Organizational principles. Shira Dentz’s door of thin skins has a few. Persona. Metaphor. Hearts. Birds. Diagrams. What Dentz does so well in this collection is to connect then turn inside-out these organizations. An artichoke’s petals turn into a bird’s wings. The pith and meat of that same artichoke turn into the speaker. Slipping through becomes the organizational principle. The speaker herself turns into the absent heart of an artichoke. In the poem “10. Hands” she ends, “and the hole between the wings, where there should have been a body, was me.” The collection successfully creates lyrical holes in the middle of the narrative through which the reader can step, skipping over the more lurid parts of scene-making and character development in order to get to the heart of the matter.
Some of the most interesting work that is coming out is hybrid in form, crossing genre. Shira Dentz’s door of thin skins combines prose, poetry, and diagrams to recount a narrative. The diagrams and poems serve to point out holes in the story. The reader falls through genre, onto other pages, making associative and metaphorical meaning. Dentz makes it clear that narratives always have holes.
The narrative of door of thin skins seems straightforward. A psychologist abuses or at least misuses his patient, making her sit on her lap, kissing her. He fondles her breasts. In the poem “Circumflex,” the mid-point of the book, the organization of the narrative turns inside out. The fingers and tongue that the speaker tried to use to understand her space, through words and writing, the way she organizes her world, understands it, grasps it, gets turned around on her. The poem, cut in half with a wide gutter of non-understanding in the middle of the lines, rails against the lack of contour, the way Dr. Abe, the psychologist, has turned her own tools—her words, her writing against her. By sexualizing his patient, he disempowers her. You, with tongue and fingers, stop talking, come fondle me, Dr. Abe seems to say.
To deflect indictment, Dr. Abe, complains about the speaker,
“You’re supposed to be an artist!” (35)
“You need a boyfriend or I wouldn’t be doing this.” (44)
“I wonder why you didn’t enjoy your father’s advances,” he accuses. (45)
“You’re supposed to be a writer.”
And, again, “You used to be an artist,” (74).
Dr. Abe’s charges against the speaker complicate the accusations. Within the abuse is another disguised abuse—the most accepted form of abuse: psychotherapy. Where else can you sit back, insult someone, and get paid for it? The more lyrical moments in the poem sear a hole into that blanket of normalized psychologic cruelty. Against the backdrop of a normalizing narrative, describing the normalized insulting language of abuse, Dentz sets spiraling poems that ask “What the hell?” Into this rabbit-hole the speaker descends taking with her narrative through-line, generic constancy, and linguistic quagmires to search for a way to make it clear that even a wild speaker can delineate between caregiver and abuser. When narratives compete, father’s narratives with daughter’s, psychotherapist’s with patient’s, the speaker sneaks out through one of the holes she makes for herself by forward-moving narrative into lyric or graphic.
The central poem that delivers the prurient also illustrates the divide between narrative and lyric. Set in two columns, the right side of the poem describes breast fondling and kissing in regular, climax-building sentences. The left side of the poem slips more lyrically, associatively. From “my father wrangling,/ holding me down/to kiss me” falls into “the zero at the center of an egg/ nothing happening/–dragonfly body” which falls into “I wish I had a piano/to portray the landscape/without hills.” The lyric keeps the narrative alive by asking what? What? What? Otherwise, the story is as dead as the past. Power relationships are fucked up. Got it. But the lyric pokes a hole in the “got it.” The past tense of narrative is a myth. The fucking up continues on forever, still and now. And over-kissing fathers and fingering psychologist are silently, still and now, indicted in the gulf between.
The persona here is consistent and well-voiced. Full-on chunks of prose stretch throughout the collection. The book is so collected, so much of a consistent persona and a palpable narrative, it may well be a book of prose except for these metaphorical magic tricks. I picture the speaker on stage, stepping into a hoop, pulling up cloth around herself and turning from a bird into a pocket.
“I was the artist who’d
drawn the tunnel we passed through on our way to the sound of his voice (43)
Finally we arrive, from the multiple organizational principles, to one unifying principle: the hole. The diagrams perform holes the page, perforating the edges of text, the cubed paragraphs and parallel lines.
To create holes in the narrative to force poetry but also holes in the paper itself—a way to move through the book non-sequentially so that we don’t amass a straightforward, smooth narrative but a multi-edged, slippery, worm-holed, fracture with a lyrical bite.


• **WORK TASK**:
Nothing but the pictures should be left out when the entries below are duplicated.

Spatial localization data

[Start of section]

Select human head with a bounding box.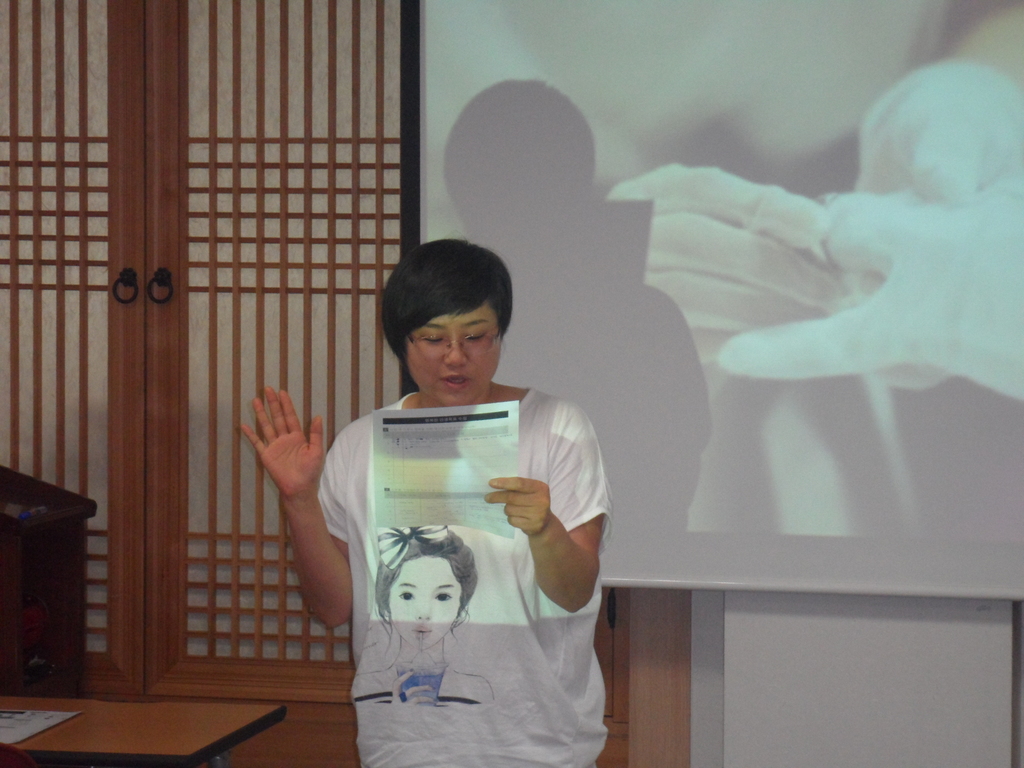
locate(374, 522, 474, 650).
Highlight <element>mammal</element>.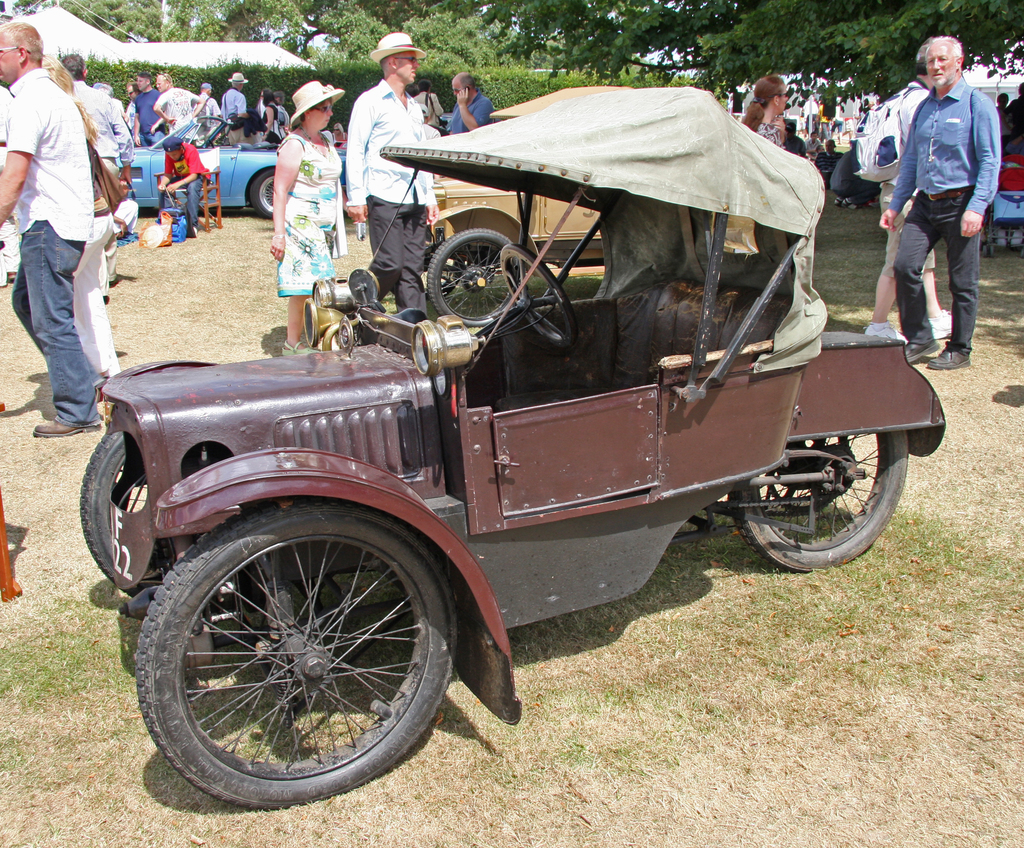
Highlighted region: <box>443,69,494,134</box>.
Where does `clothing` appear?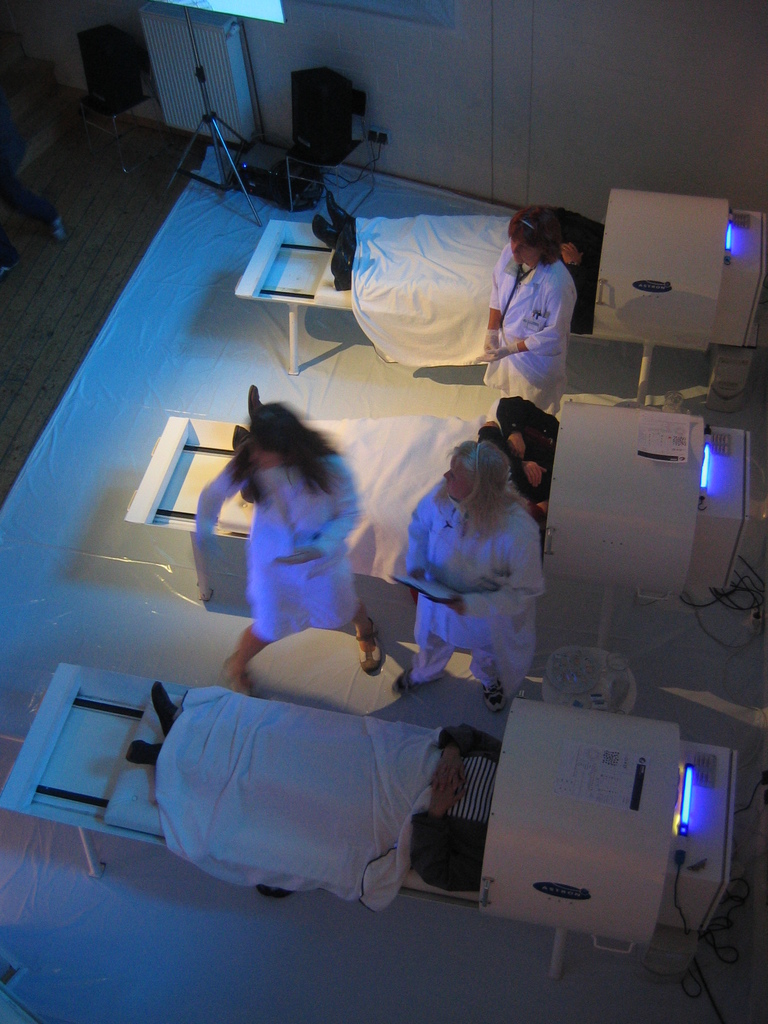
Appears at <bbox>202, 420, 383, 656</bbox>.
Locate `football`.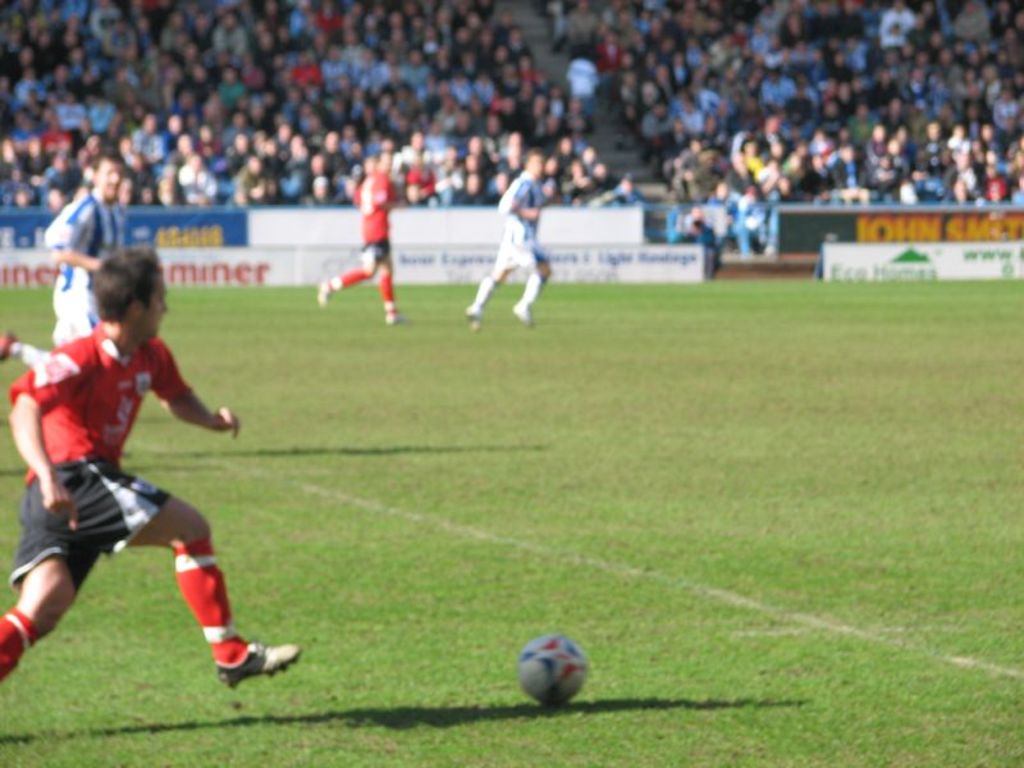
Bounding box: (518, 630, 596, 707).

[End of section]

• **WRITTEN REPLY**:
Select human head with a bounding box.
locate(374, 522, 474, 650).
Highlight <element>mammal</element>.
Highlighted region: <box>443,69,494,134</box>.
Where does `clothing` appear?
Appears at <bbox>202, 420, 383, 656</bbox>.
Locate `football`.
Bounding box: (518, 630, 596, 707).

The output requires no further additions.